In the window of the Main Library Gallery sit two bags, a trunk, an Army uniform, and the navy nurse’s cape that Evelyn Crary Bacon wore as a student at the State University of Iowa (now the University of Iowa.) What do all of these items have in common? They belonged to members of “The Greatest Generation,” a cohort of Americans that came of age during the Great Depression and rose to the occasion of World War II. The Gallery’s current exhibition, “Stories Worth Telling: Marking 20 Years of “The Greatest Generation,” commemorates the bestselling book by Tom Brokaw as well as members of the generation that inspired it.
The exhibit is centered on a massive ceiling to floor art installation made from copies of enthusiastic letters Brokaw received from fans of the book. It is as if a bag filled with stories is being poured out onto the floor. Around this are cases filled with the stories of individual Iowans, including many women (and one man!) whose materials reside in the Iowa Women’s Archives. Here are just some of our collections you’ll see represented when you visit:
Evelyn Crary Bacon
Born in 1916 in Grundy Center, Iowa, Evelyn Crary Bacon made her mark in Europe where she participated in the invasion of Normandy as a captain in the U.S. Army Nurse Corps. After the war, Bacon embarked on a teaching career. She held positions in nursing colleges from California to Virginia. Besides her nurse’s cape, a WWII military helmet and a canteen from her papers are present in the exhibition.
Dick Hayashi
During World War II, Dick Hayashi’s family was sent to live in Japanese internment camps while he spent the war as a member of the Armed Forces. As a soldier, Hayashi met Evelyn Corrie, an Iowa woman who would go on to become columnist and radio homemaker Evelyn Birkby. A photograph of Hayashi and a letter he wrote to her survived in one of her scrapbooks and are now on display.
Blanca Vasquez Gaines
Vasquez was born in Puerto Rico in 1918, but military service took her to Iowa. She joined the Women’s Army Corps (WAC) and trained at Fort Des Moines just south of the state’s capital. There, she met her husband, Harold Gaines. Blanca Vasquez Gaines and her husband lived in Iowa until 1956 when she returned to Puerto Rico to teach English and American Literature at the University of Puerto Rico.
All in all, “Stories Worth Telling” has materials from nine IWA collections and much more from the University of Iowa’s Special Collections & University Archives, and the African American Museum of Iowa. You can see the exhibition in the Main Library Gallery until January 4, 2019.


_Assignment_
Write out each line of the entries exactly, starting at the first and finishing with the line that contains "Image resolution: width=1445".

_Data to examine_
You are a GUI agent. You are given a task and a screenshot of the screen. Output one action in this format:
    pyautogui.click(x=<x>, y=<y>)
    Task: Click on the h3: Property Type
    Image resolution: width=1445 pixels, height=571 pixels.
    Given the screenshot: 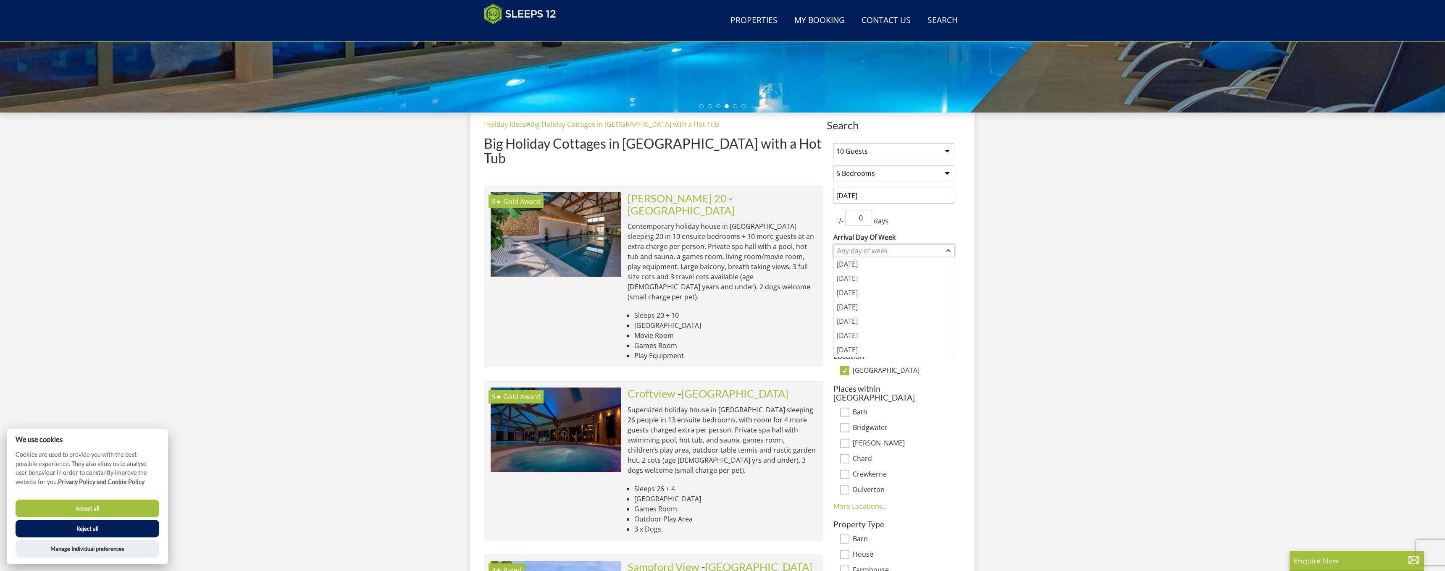 What is the action you would take?
    pyautogui.click(x=894, y=524)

_Completed exercise_
You are a GUI agent. You are given a task and a screenshot of the screen. Output one action in this format:
    pyautogui.click(x=<x>, y=<y>)
    Task: Click on the h3: Property Type
    Image resolution: width=1445 pixels, height=571 pixels.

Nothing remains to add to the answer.